Wheal Busy

Wheal Busy is close to the mining hamlet of Chacewater. It is remarkable for its range of structures, its technological association with Newcomen engines and the first Cornish Watt engine, and the character of its surviving mining landscape. The impressive engine house (1858), with its rare intact adjoining boiler house (for three Lancashire boilers), dominates the site.
 
Otherwise known as Chacewater Mine or Great Busy, the first mention of Wheal Busy is in 1666. From the early 18th century, this area at the eastern end of the central Cornish mining region, rich in both copper and tin, became the focus for intense activity and was the site at which James Watt introduced some of his most important improvements in steam engine design. The profit on the first working is said to have been £200,000. In 1822 the mine was 128 fathoms deep and by 1838 employed 112 people.

By 1842 the mine had been abandoned at 220 fathoms deep, was flooded and working only above adit level (46 fathoms), but by 1856 it had once again started operations and drianed to 150 fathoms below adit. Equipment on the mine included an 85'' pumping engine, 31'' and 20 '' stamping and crushing engines, and two 22'' winding engines. The mine was suspended in 1873.

In 1893 a proposal by R.H. Williams and others to form a company to work the mine with Hallenbeagle, North Downs, Great Briggan and Wheal Rose came to nothing and that of the Killifreth Company to work it for arsenic in 1920 failed due to a sudden fall in the price. The dumps have since been worked over for arsenic and wolfram.

From 1815 to 1870 it produced large quantities of copper, and after that date was wrought largely for arsenic. The bulk of the copper output was raised before 1856 when the mine was 100 fathoms below Deep Adit level, below this level both tin and copper were worked. Between 1817 and 1924, 753 tons of arsenic were produced. In addition the mine produced some lead ore, silver and pyrite.

Wheal Busy (Listed Grade II) engine house. Rural terraced miners’ cottages at this mine where a succession of ten big pumping engines worked – Newcomen,Watt and a range of Cornish engines – from 1725 to 1929. © Barry Gamble.

Brunton calciner, Wheal Busy. © Barry Gamble.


WHAT YOU SHOULD DO: Omitting all images, give the entries that follow again exactly as they read.

__________________________________________________

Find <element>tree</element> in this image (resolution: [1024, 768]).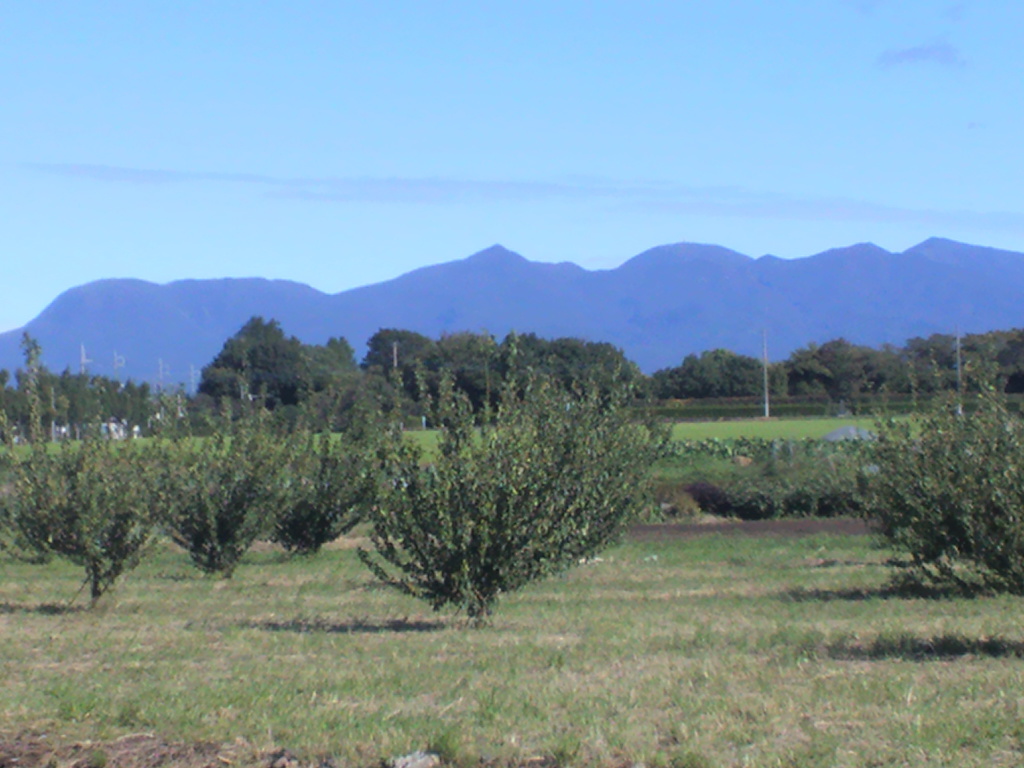
[left=197, top=310, right=297, bottom=408].
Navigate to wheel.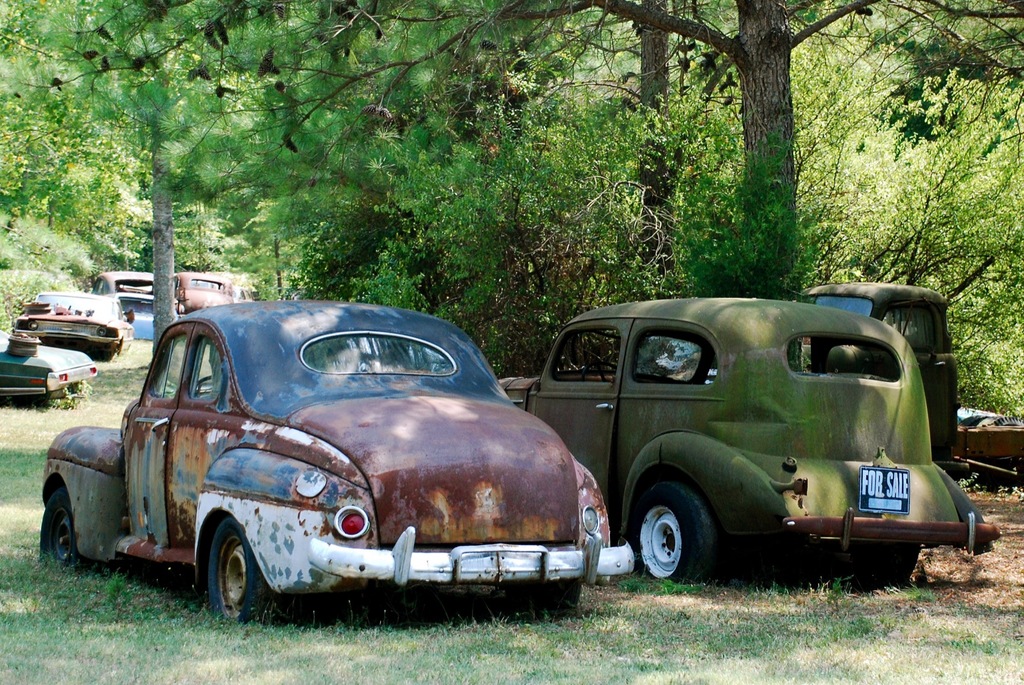
Navigation target: {"x1": 207, "y1": 520, "x2": 278, "y2": 627}.
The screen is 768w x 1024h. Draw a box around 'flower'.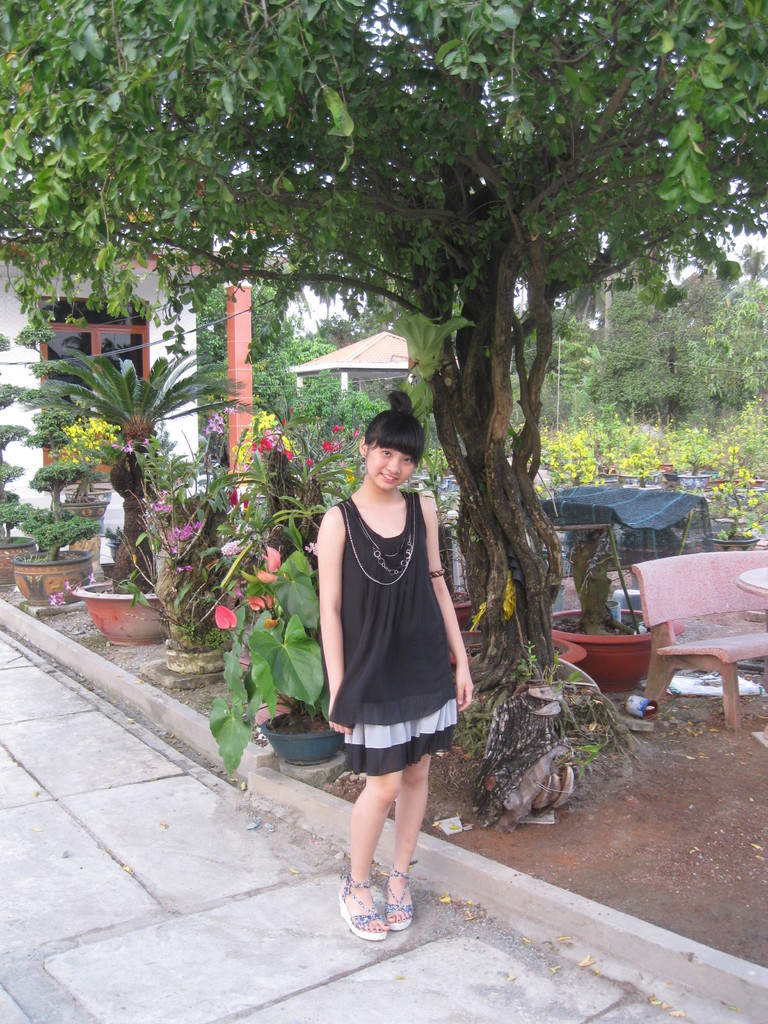
crop(300, 539, 319, 556).
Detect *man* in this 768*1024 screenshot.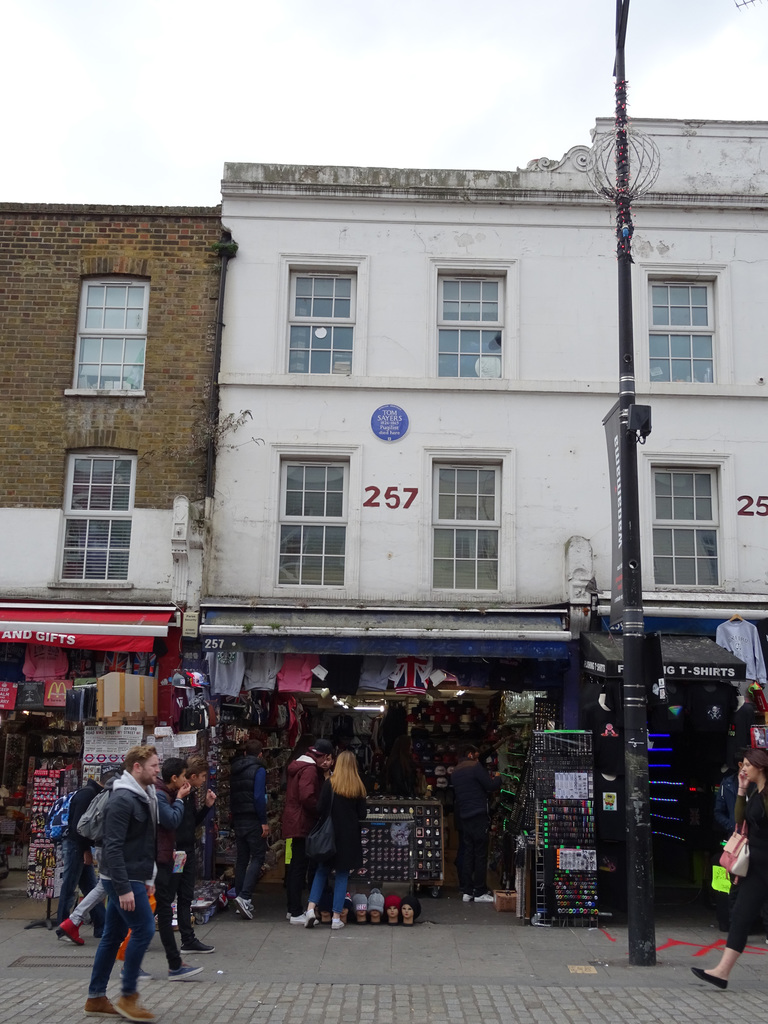
Detection: 119,755,205,983.
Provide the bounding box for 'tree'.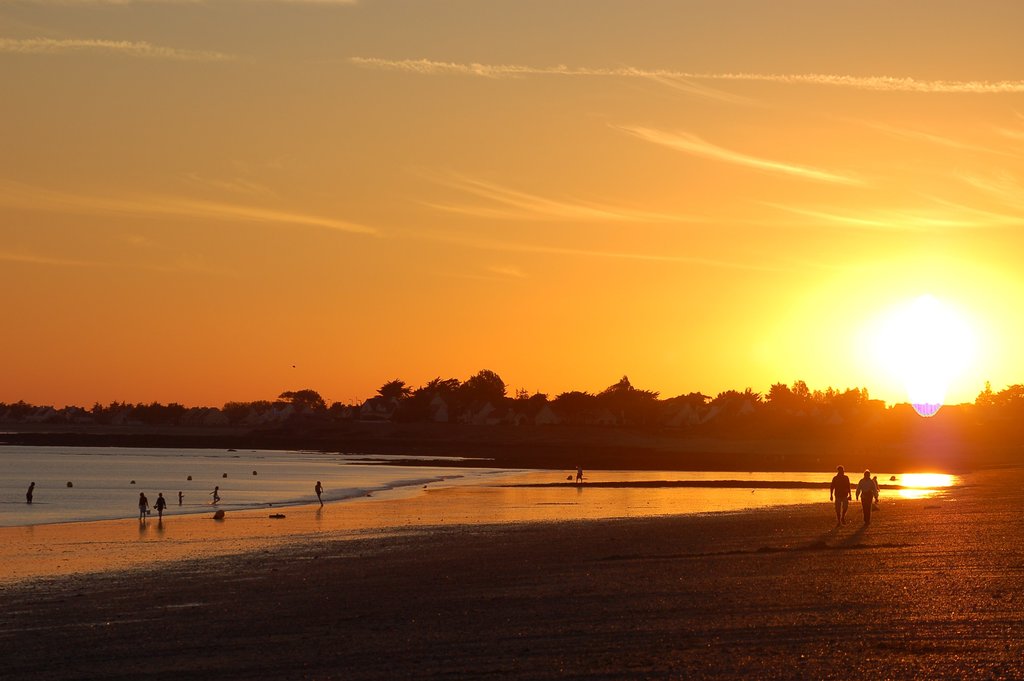
{"left": 278, "top": 387, "right": 326, "bottom": 415}.
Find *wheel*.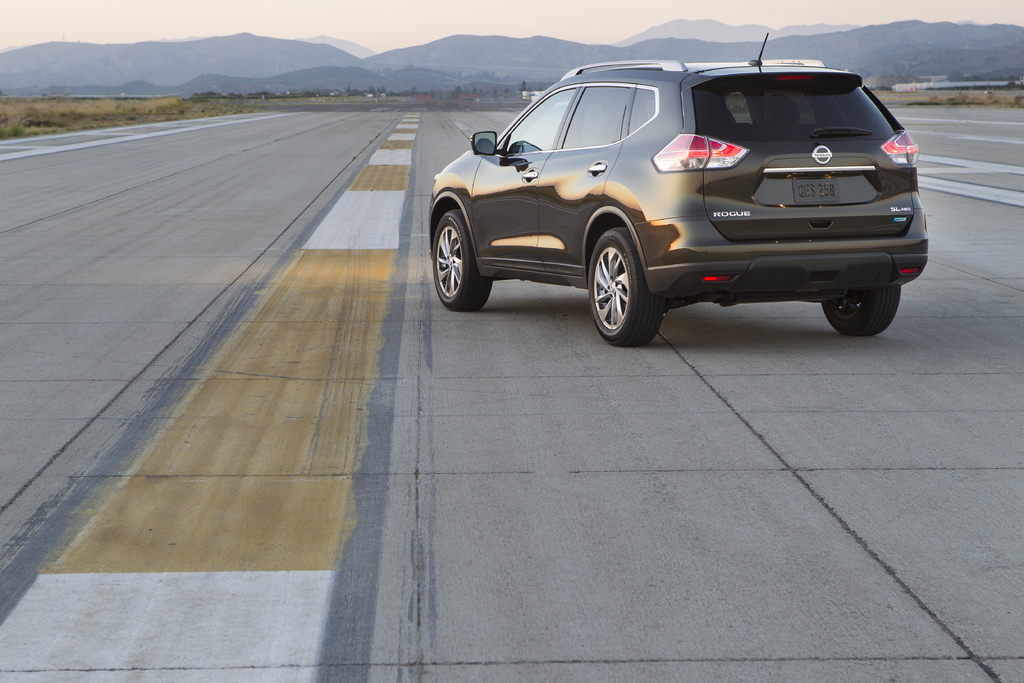
pyautogui.locateOnScreen(589, 208, 675, 343).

__________________________________________________

FINAL ANSWER:
Find <element>tree</element> in this image (resolution: [1024, 768]).
[left=197, top=310, right=297, bottom=408].
Navigate to wheel.
Navigation target: {"x1": 207, "y1": 520, "x2": 278, "y2": 627}.
The screen is 768w x 1024h. Draw a box around 'flower'.
crop(300, 539, 319, 556).
Detect *man* in this 768*1024 screenshot.
Detection: 119,755,205,983.
Provide the bounding box for 'tree'.
{"left": 278, "top": 387, "right": 326, "bottom": 415}.
Find *wheel*.
pyautogui.locateOnScreen(589, 208, 675, 343).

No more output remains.